Sen. Elizabeth Warren (D-Mass.) speaks on Capitol Hill in November 2015. She has attacked GOP presidential front-runner Donald Trump, calling him “a loser.” (Jacquelyn Martin/AP)

Sen. Elizabeth Warren ­(D-Mass.), who has resisted entreaties by liberals to run for president and who has largely stayed on the sidelines in the race, stepped into the fray Monday with a series of social-media posts attacking Republican front-runner Donald Trump as “a loser.”

In taking on Trump, Warren employed the same tactic that he has often used to great effect: name-calling on social media.

“Many of history’s worst authoritarians started out as losers — and Trump is a serious threat,” Warren added in a Facebook post that within three hours had been shared nearly 51,000 times and had received more than 154,000 “likes.”

She also fired eight tweets in rapid succession. They listed his business failures, and one read: “@RealDonaldTrump knows he’s a loser. His insecurities are on parade: petty bullying, attacks on women, cheap racism, flagrant narcissism.”

The barrage represented a sharp escalation by Warren, who is one of the most influential figures on the Democratic left. At the same time, she seems in no hurry to abandon her neutral stance in her party’s presidential primary, which is notable given that every one of the 13 other female senators is backing former secretary of state Hillary Clinton.

Warren’s postings came a day after the New York Times published a column by Maureen Dowd in which the billionaire real estate mogul mocked Warren with references to a controversy about her claims to Native American ancestry that had dogged her during her 2012 Senate campaign.

“I think it’s wonderful because the Indians can now partake in the future of the country,” Trump told Dowd. “She’s got about as much Indian blood as I have. Her whole life was based on a fraud. She got into Harvard and all that because she said she was a minority.”

Asked at a Washington news conference Monday about Warren’s attack, Trump responded: “Who is that, the Indian? You mean the Indian?”

Although Clinton is widening her lead over Sen. Bernie Sanders of Vermont, Warren has indicated that she is in no hurry to see the Democratic contest come to an end. “The way I think of it, I’ve been cheering them on, because I’m really proud to be a Democrat, and this primary has made me even prouder,” Warren said last week on MSNBC.

"I gotta tell you, it makes clear the difference between Democrats and, boy, that show that's going on over on the Republican side," Warren added. "So right now, I tell you what my timeline is, I like what we're doing on the Democratic side, and I think it's what we ought to be doing."

Elizabeth Warren keeps pressure on Hillary Clinton and Democrats ahead of 2016

There is little upside for Warren to wade into the Democratic race, given that Clinton holds a commanding position, while many of Warren’s supporters align with Sanders on most issues.

At the same time, she has close ties to several of Clinton’s top advisers. Political consultant Mandy Grunwald, who been a leading strategist for all of Clinton’s campaigns, played a similar role in Warren’s 2012 Senate race. Warren has also been an ally of Gary Gens­ler, the former Commodity Futures Trading Commission head who is the Clinton campaign’s chief financial officer. Brady Williamson, an adviser to Clinton’s campaign, worked with Warren in the 1990s on an effort to overhaul the bankruptcy laws.

Sanders’s presence in the race has also put pressure on Clinton to move toward his — and Warren’s — views on a number of issues. One of them is trade.

In October, Clinton came out against President Obama in his efforts to push through the ­12-nation Trans-Pacific Partnership deal, which she had praised when she was secretary of state. Clinton has also sounded a tougher note on Wall Street, which is a regular target of Warren and Sanders.

Warren has often decried what she says was an overly close relationship between the banking industry and the administrations of Obama and former president Bill Clinton. She has noted, for example, that three of the last four Treasury secretaries appointed by Democratic presidents had “close ties” to Citigroup.

In August, under pressure from liberal groups, Clinton announced her support for legislation, authored by Sen. Tammy Baldwin (D-Wis.), that aims to slow what Warren has described as a "revolving door" between Wall Street and Washington. The measure would prevent financial industry executives from receiving accelerated payouts of restricted stock options and other forms of lump-sum payment if they leave those jobs to take posts in the federal government.

However, the legislation has little chance of passing before the next president takes office, and Clinton has not said whether she would impose a similar restriction on those she would recruit for high posts in her administration, if she is elected.

"Hillary Clinton strongly supports Senator Baldwin's legislation, and is willing to explore other steps that might help end the revolving door between government and financial institutions," Clinton spokesman Brian Fallon said Monday.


Exercise description
Pick out each line of the records that includes the string "panel", and copy it.

Source material
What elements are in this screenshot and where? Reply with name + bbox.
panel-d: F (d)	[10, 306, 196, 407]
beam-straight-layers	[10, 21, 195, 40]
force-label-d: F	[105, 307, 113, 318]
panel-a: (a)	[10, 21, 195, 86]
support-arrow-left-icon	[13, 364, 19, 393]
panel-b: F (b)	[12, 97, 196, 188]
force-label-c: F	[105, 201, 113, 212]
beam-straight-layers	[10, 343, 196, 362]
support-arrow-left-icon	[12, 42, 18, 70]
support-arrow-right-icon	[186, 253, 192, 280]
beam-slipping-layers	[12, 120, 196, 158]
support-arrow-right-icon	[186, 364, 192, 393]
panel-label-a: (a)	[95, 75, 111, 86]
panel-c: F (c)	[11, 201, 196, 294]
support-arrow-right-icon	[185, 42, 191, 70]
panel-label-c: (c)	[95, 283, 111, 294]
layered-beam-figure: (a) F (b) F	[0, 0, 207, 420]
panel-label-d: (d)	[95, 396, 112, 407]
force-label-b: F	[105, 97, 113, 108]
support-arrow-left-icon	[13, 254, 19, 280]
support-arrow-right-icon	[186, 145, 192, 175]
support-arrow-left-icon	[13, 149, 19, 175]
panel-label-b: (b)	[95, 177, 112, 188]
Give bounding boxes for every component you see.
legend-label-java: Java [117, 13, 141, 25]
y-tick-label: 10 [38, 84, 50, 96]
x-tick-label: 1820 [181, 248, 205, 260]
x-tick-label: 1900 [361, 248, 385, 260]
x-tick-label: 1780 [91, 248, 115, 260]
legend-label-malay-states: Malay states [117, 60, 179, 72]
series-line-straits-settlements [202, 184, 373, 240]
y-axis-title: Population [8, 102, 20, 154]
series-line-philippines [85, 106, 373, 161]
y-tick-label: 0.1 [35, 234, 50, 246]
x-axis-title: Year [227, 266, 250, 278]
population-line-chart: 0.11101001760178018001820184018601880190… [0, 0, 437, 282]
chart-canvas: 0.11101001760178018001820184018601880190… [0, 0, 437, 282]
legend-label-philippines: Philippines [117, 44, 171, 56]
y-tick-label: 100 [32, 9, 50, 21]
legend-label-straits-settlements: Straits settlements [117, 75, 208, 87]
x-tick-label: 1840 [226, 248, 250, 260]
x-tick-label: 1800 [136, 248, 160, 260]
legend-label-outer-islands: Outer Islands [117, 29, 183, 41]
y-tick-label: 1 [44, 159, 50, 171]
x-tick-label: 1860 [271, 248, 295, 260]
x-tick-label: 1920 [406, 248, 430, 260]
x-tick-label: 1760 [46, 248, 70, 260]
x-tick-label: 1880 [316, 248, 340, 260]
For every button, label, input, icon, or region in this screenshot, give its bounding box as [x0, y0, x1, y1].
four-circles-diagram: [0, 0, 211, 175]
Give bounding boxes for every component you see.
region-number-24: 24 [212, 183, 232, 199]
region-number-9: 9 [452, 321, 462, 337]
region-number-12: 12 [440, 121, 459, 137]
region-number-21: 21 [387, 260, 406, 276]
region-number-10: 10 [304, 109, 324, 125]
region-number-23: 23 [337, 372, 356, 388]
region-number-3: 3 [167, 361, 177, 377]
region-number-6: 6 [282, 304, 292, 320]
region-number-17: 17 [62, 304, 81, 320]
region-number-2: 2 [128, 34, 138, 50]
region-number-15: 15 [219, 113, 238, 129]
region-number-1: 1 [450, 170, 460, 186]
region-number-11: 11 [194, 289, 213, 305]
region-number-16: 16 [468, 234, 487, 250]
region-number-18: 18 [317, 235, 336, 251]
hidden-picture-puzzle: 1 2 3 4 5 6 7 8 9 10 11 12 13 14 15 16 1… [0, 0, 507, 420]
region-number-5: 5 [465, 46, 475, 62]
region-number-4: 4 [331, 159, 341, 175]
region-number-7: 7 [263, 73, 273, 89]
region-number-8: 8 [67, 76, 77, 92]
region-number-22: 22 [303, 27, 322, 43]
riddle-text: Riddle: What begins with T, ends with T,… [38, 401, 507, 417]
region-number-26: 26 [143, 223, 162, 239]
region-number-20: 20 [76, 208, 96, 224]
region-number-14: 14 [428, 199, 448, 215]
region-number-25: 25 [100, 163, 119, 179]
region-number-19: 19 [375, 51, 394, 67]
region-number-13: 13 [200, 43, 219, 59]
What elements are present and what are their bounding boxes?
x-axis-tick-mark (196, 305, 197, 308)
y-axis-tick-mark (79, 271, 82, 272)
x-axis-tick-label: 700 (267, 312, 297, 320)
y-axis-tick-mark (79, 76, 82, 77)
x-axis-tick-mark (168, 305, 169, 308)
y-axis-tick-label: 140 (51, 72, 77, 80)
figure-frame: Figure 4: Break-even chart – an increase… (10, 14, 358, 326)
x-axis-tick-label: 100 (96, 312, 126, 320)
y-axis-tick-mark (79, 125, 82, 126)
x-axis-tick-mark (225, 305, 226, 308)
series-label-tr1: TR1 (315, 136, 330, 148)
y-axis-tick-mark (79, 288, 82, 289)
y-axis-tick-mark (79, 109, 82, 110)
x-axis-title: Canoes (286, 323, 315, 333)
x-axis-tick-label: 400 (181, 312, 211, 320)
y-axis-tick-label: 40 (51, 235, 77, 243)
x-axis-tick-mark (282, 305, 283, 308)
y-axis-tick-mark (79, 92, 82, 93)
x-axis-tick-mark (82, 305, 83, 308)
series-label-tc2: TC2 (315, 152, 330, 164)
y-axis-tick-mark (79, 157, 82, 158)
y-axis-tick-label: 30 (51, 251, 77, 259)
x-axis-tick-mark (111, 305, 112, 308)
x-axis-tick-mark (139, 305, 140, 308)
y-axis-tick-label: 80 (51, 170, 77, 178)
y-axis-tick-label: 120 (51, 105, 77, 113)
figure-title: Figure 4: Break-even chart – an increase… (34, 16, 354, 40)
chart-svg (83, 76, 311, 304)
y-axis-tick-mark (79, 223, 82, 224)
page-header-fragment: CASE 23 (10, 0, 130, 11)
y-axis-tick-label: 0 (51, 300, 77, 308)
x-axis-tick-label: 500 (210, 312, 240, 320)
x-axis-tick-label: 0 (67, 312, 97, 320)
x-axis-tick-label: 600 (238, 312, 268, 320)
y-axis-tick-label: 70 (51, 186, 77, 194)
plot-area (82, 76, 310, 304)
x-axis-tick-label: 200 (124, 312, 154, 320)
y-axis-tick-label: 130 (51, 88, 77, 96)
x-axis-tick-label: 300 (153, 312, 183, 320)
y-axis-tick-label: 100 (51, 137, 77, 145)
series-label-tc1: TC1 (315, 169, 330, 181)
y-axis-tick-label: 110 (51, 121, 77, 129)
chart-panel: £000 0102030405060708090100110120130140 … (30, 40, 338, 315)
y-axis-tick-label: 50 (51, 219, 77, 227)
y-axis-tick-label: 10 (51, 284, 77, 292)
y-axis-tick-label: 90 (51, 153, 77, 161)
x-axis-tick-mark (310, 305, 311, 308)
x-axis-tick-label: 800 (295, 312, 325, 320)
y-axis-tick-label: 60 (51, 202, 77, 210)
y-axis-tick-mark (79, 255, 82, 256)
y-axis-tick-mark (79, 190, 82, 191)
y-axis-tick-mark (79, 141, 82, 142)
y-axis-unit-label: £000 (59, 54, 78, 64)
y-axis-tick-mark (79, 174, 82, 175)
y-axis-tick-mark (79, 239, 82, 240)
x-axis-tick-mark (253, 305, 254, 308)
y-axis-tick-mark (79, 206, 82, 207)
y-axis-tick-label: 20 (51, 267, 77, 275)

Task output
panel-d: F (d)	[10, 306, 196, 407]
panel-a: (a)	[10, 21, 195, 86]
panel-b: F (b)	[12, 97, 196, 188]
panel-label-a: (a)	[95, 75, 111, 86]
panel-c: F (c)	[11, 201, 196, 294]
panel-label-c: (c)	[95, 283, 111, 294]
panel-label-d: (d)	[95, 396, 112, 407]
panel-label-b: (b)	[95, 177, 112, 188]
chart-panel: £000 0102030405060708090100110120130140 … (30, 40, 338, 315)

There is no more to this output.